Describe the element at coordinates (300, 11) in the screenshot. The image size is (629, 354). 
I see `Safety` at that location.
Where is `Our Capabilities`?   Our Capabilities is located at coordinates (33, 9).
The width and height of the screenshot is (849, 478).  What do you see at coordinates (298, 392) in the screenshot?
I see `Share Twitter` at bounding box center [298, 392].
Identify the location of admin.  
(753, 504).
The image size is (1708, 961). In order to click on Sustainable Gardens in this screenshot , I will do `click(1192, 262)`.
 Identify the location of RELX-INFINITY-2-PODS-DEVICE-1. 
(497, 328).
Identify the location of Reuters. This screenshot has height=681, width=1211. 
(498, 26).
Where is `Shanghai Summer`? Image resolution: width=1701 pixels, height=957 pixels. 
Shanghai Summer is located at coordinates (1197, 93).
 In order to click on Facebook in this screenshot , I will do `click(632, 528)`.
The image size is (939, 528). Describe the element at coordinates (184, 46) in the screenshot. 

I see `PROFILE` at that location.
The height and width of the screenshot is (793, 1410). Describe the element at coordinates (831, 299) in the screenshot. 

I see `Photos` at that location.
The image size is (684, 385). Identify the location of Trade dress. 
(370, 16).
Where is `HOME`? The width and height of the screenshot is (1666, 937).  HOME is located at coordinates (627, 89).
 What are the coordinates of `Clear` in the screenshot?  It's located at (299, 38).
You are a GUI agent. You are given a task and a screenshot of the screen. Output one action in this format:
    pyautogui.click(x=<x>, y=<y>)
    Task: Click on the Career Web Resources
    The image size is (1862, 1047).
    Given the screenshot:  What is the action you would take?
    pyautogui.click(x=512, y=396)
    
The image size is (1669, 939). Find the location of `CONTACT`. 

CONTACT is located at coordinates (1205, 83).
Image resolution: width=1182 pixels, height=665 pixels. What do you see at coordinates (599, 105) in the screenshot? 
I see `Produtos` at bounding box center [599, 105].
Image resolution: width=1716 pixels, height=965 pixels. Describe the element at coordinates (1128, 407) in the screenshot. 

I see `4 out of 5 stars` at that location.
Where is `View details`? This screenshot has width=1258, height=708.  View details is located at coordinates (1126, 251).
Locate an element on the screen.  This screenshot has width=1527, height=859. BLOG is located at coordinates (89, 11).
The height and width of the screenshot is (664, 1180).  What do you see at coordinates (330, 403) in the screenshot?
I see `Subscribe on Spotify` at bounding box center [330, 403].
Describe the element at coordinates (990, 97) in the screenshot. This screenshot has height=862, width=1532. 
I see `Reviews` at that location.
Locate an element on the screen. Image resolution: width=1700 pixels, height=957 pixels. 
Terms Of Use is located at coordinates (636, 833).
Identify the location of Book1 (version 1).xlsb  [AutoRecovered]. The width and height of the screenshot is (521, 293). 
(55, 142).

====================

Could you copy out the data in full, exactly as it is written?

Describe the element at coordinates (300, 11) in the screenshot. The image size is (629, 354). 
I see `Safety` at that location.
Where is `Our Capabilities`?   Our Capabilities is located at coordinates (33, 9).
The width and height of the screenshot is (849, 478).  What do you see at coordinates (298, 392) in the screenshot?
I see `Share Twitter` at bounding box center [298, 392].
Identify the location of admin.  
(753, 504).
The image size is (1708, 961). In order to click on Sustainable Gardens in this screenshot , I will do `click(1192, 262)`.
 Identify the location of RELX-INFINITY-2-PODS-DEVICE-1. 
(497, 328).
Identify the location of Reuters. This screenshot has height=681, width=1211. 
(498, 26).
Where is `Shanghai Summer`? Image resolution: width=1701 pixels, height=957 pixels. 
Shanghai Summer is located at coordinates (1197, 93).
 In order to click on Facebook in this screenshot , I will do `click(632, 528)`.
The image size is (939, 528). Describe the element at coordinates (184, 46) in the screenshot. 

I see `PROFILE` at that location.
The height and width of the screenshot is (793, 1410). Describe the element at coordinates (831, 299) in the screenshot. 

I see `Photos` at that location.
The image size is (684, 385). Identify the location of Trade dress. 
(370, 16).
Where is `HOME`? The width and height of the screenshot is (1666, 937).  HOME is located at coordinates (627, 89).
 What are the coordinates of `Clear` in the screenshot?  It's located at (299, 38).
You are a GUI agent. You are given a task and a screenshot of the screen. Output one action in this format:
    pyautogui.click(x=<x>, y=<y>)
    Task: Click on the Career Web Resources
    The image size is (1862, 1047).
    Given the screenshot:  What is the action you would take?
    pyautogui.click(x=512, y=396)
    
The image size is (1669, 939). Find the location of `CONTACT`. 

CONTACT is located at coordinates (1205, 83).
Image resolution: width=1182 pixels, height=665 pixels. What do you see at coordinates (599, 105) in the screenshot? 
I see `Produtos` at bounding box center [599, 105].
Image resolution: width=1716 pixels, height=965 pixels. Describe the element at coordinates (1128, 407) in the screenshot. 

I see `4 out of 5 stars` at that location.
Where is `View details`? This screenshot has width=1258, height=708.  View details is located at coordinates (1126, 251).
Locate an element on the screen.  This screenshot has width=1527, height=859. BLOG is located at coordinates (89, 11).
The height and width of the screenshot is (664, 1180).  What do you see at coordinates (330, 403) in the screenshot?
I see `Subscribe on Spotify` at bounding box center [330, 403].
Describe the element at coordinates (990, 97) in the screenshot. This screenshot has height=862, width=1532. 
I see `Reviews` at that location.
Locate an element on the screen. Image resolution: width=1700 pixels, height=957 pixels. 
Terms Of Use is located at coordinates (636, 833).
Identify the location of Book1 (version 1).xlsb  [AutoRecovered]. The width and height of the screenshot is (521, 293). 
(55, 142).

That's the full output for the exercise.